Allocations: A memory consumer within the server initiates a memory allocation by first creating a memory object to manage the request. When the object allocates the request, it calls on the appropriate memory manager within the server to fulfill the request from either the BPool or the MemToLeave region. For requests of less than 8KB, the request is usually filled using memory from the BPool. For requests of 8KB or more of contiguous space, the request is usually filled using memory from the MemToLeave region. However, xprocs are a special exception. When an xproc calls the Open Data Services srv_alloc API function, it is treated just like any other consumer within the server. Generally speaking, srv_alloc requests for less than 8KB of memory are allocated from the BPool. Larger allocations come from the MemToLeave space. The Memory Manager: As the server runs, the memory manager checks to make sure that a given amount of physical memory remains available on the server so that Windows and other applications on the server continue to run smoothly.

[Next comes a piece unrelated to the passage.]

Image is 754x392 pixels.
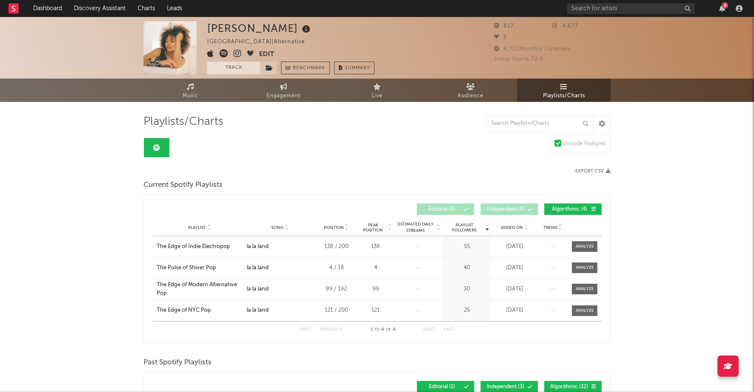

There is a separate free list for each CPU on the system. When a free page is needed to satisfy an allocation request, the free list associated with the current CPU requesting the allocation is checked first, followed by the lists for the other CPUs on the system. This is done to improve scalability by making better use of the local cache for each processor on a multiprocessor system. You can monitor a specific BPool partition via the SQL Server:Buffer Partition Perfmon object. You can monitor the free list for all partitions via the SQL Server:Buffer Manager\Free Pages Perfmon counter. So, throughout the time that it runs, SQL Server's memory manager process monitors the memory status of the system to be sure that a reasonable amount of free physical memory remains available to the rest of the system and that a healthy number of free pages remains available for use by new memory allocation requests. The BPool begins by acquiring and locking physical memory on the machine. The amount of memory it locks varies based on whether maximum server memory has been set. If it has, the BPool attempts to lock the amount specified by maximum server memory. If it has not, the BPool locks all of the physical memory on the machine except for approximately 128MB, which it leaves available for other processes. The BPool then uses the physical memory above 3GB (the AWE memory) as a kind of paging file for data and index pages. It maps physical pages from this region into the virtual memory address space as necessary so they can be referenced via 32-bit pointers.